Category Archives: Science/Engineering

Bolivar Point lighthouse

BolivarTX

This iron-plate landmark, which still stands though it’s inoperative and closed to the public, began operation in 1852. During the great hurricane that wrecked Galveston in 1900, more than a hundred people survived by crowding onto its spiral staircase to escape the tidal surge.

On today’s date…

…in 1855, one John Moses Browning was born in Ogden, Utah. A Mormon worth commemorating. No less than the patron saint of American firearms. His lever-action Winchester rifle won the West as much as the Colt .45.

His M1911A1 pistol is still in use (especially with the Texas Rangers), despite the Army’s official preference for the 9 mm Beretta. Moreover, JMB’s .50 cal, which was mounted in the wings and turrets of WW2 aircraft, still finds use as an anti-tank and anti-personnel weapon with most of the world’s armies. Happy Birthday, John.

Via The Fat Guy.

Reprieve for those Himalayan glaciers

Hundreds of feet thick ice in the Himalayas has been under threat of melting for two years now from, what else, global warming. Now the United Nations is riding to the rescue. Their agency for “climate change” is, uh, reconsidering.

Seems they had zero proof after all. Just an old New Scientist clipping they liked. So they made it the centerpiece of their alleged “latest research” report in 2007. Now they’ve been caught out. Oops. Al Gore, call your publicist!

UPDATE:  Why the mistake? A number of reasons, including a typo: “…predicted date for shrinkage of the world total from 500,000 to 100,000 km2 is 2350, not 2035.” More here. Hee.

Gooney Bird

airshows

Was thrilled to read that some folks are packing a DC-3 with relief supplies to ferry to Haiti. The venerable (75-year-old) transport (first one was named the “Flagship Texas”) was my favorite plastic model when I was a kid. I even have a new kit of one in the closet awaiting Mr. B.’s interest in such things. Well. Hoping. I last flew in one years ago in the Bahamas. It was painted pink. Flamingo Airlines, as I recall.

In Viet Nam 18,000-rpm mini-guns were mounted in their open cargo doors to support MACV advisory outfits like mine, a role now filled by the C-130. This outfit (making the semi-aerobatic, one-wheel landing above) teaches single-engine pilots to fly them. No, the DC-3 was never called the Gooney Bird. That was the Army Air Force’s C-47. But DC-3/C-47 is a distinction without (much of) a difference.

Sleepy sun awakening

Or so it has seemed since sunspots began returning back in December. Too late, apparently, to hinder the Arctic cold snap that put much of the northern hemisphere in the deep freeze until recently.

If, that is, you accept the cosmic ray theory of climate change. Many scientists don’t. Meanwhile the  sunwatchers among them also aren’t ready to declare the end of the solar minimum just yet. In the last few years, the sun has amply proved how little we know about its behavior.

Flyby

mysteryobject

This mystery object from space is expected to whiz by Earth at a distance of about 130,000 kilometers tomorrow. Scientists are stumped by the object, which is 33- to 50-feet wide at most. It’s catalogued as 2010AL30, a 10-meter class asteroid. But who knows. It might be our own space junk. Or an alien probe, perhaps. Even a scout ship? Photo seen from the Skylive-Grove Creek Observatory in Australia.

MORE:  The Daily Astronomer speculates on what 2010AL30 could be

Godspeed

Wonderful tale, this hard scifi novel of the hard times of the planet Erin, whose Irish inhabitants came from a monocultural, multigeneration starship trek. I stayed up late finishing it. Did find it amusing that the back cover synopsis compared it to Robert Louis Stevenson’s Kidnapped, when it’s obviously mimicking Treasure Island in most ways. Captain Shaker is a very credible Long John Silver and Jay Hara a Jack Hawkins in hard vacuum. It’s a great pity that physicist-author Charles Sheffield has passed on. He was a very entertaining story teller.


■ Required action ■
Quote all of the data that follows exactly as written, skipping the images.

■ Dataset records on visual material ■
▽

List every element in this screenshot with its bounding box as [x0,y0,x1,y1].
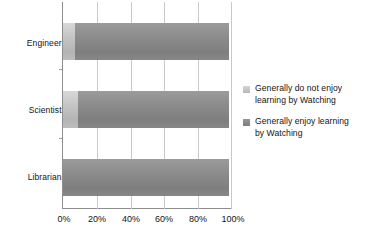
y-axis-tick [59,69,63,70]
legend-label-line1: Generally do not enjoy [255,83,342,93]
xtick-label-40: 40% [122,214,140,224]
category-label-scientists: Scientists [29,105,66,115]
legend-label-do-not-enjoy: Generally do not enjoy learning by Watch… [255,83,342,106]
legend-item-enjoy: Generally enjoy learning by Watching [243,116,365,139]
bar-segment-do-not-enjoy [63,23,75,60]
y-axis-tick [59,138,63,139]
stacked-bar-chart: Engineers Scientists Librarians 0% 20% 4… [0,0,368,242]
category-label-librarians: Librarians [28,172,66,182]
xtick-label-100: 100% [221,214,244,224]
xtick-label-0: 0% [57,214,70,224]
bar-segment-enjoy [63,159,229,196]
xtick-label-20: 20% [88,214,106,224]
legend: Generally do not enjoy learning by Watch… [243,83,365,149]
legend-swatch-icon [243,86,250,93]
bar-segment-enjoy [75,23,229,60]
gridline-100 [231,2,232,209]
xtick-label-80: 80% [189,214,207,224]
category-label-engineers: Engineers [27,38,66,48]
x-axis-line [62,208,232,209]
legend-item-do-not-enjoy: Generally do not enjoy learning by Watch… [243,83,365,106]
plot-area [63,2,232,209]
legend-label-line2: learning by Watching [255,95,336,105]
xtick-label-60: 60% [155,214,173,224]
bar-segment-enjoy [78,91,228,128]
legend-swatch-icon [243,119,250,126]
legend-label-line2: by Watching [255,128,303,138]
bar-segment-do-not-enjoy [63,91,78,128]
legend-label-enjoy: Generally enjoy learning by Watching [255,116,349,139]
legend-label-line1: Generally enjoy learning [255,116,349,126]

△

■ Task answer ■
List every element in this screenshot with its bounding box as [x0,y0,x1,y1].
y-axis-tick [59,69,63,70]
legend-label-line1: Generally do not enjoy [255,83,342,93]
xtick-label-40: 40% [122,214,140,224]
category-label-scientists: Scientists [29,105,66,115]
legend-label-do-not-enjoy: Generally do not enjoy learning by Watch… [255,83,342,106]
legend-item-enjoy: Generally enjoy learning by Watching [243,116,365,139]
bar-segment-do-not-enjoy [63,23,75,60]
y-axis-tick [59,138,63,139]
stacked-bar-chart: Engineers Scientists Librarians 0% 20% 4… [0,0,368,242]
category-label-librarians: Librarians [28,172,66,182]
xtick-label-100: 100% [221,214,244,224]
xtick-label-0: 0% [57,214,70,224]
bar-segment-enjoy [63,159,229,196]
xtick-label-20: 20% [88,214,106,224]
legend: Generally do not enjoy learning by Watch… [243,83,365,149]
legend-swatch-icon [243,86,250,93]
bar-segment-enjoy [75,23,229,60]
gridline-100 [231,2,232,209]
xtick-label-80: 80% [189,214,207,224]
category-label-engineers: Engineers [27,38,66,48]
x-axis-line [62,208,232,209]
legend-item-do-not-enjoy: Generally do not enjoy learning by Watch… [243,83,365,106]
plot-area [63,2,232,209]
legend-label-line2: learning by Watching [255,95,336,105]
xtick-label-60: 60% [155,214,173,224]
bar-segment-enjoy [78,91,228,128]
legend-swatch-icon [243,119,250,126]
legend-label-line2: by Watching [255,128,303,138]
bar-segment-do-not-enjoy [63,91,78,128]
legend-label-enjoy: Generally enjoy learning by Watching [255,116,349,139]
legend-label-line1: Generally enjoy learning [255,116,349,126]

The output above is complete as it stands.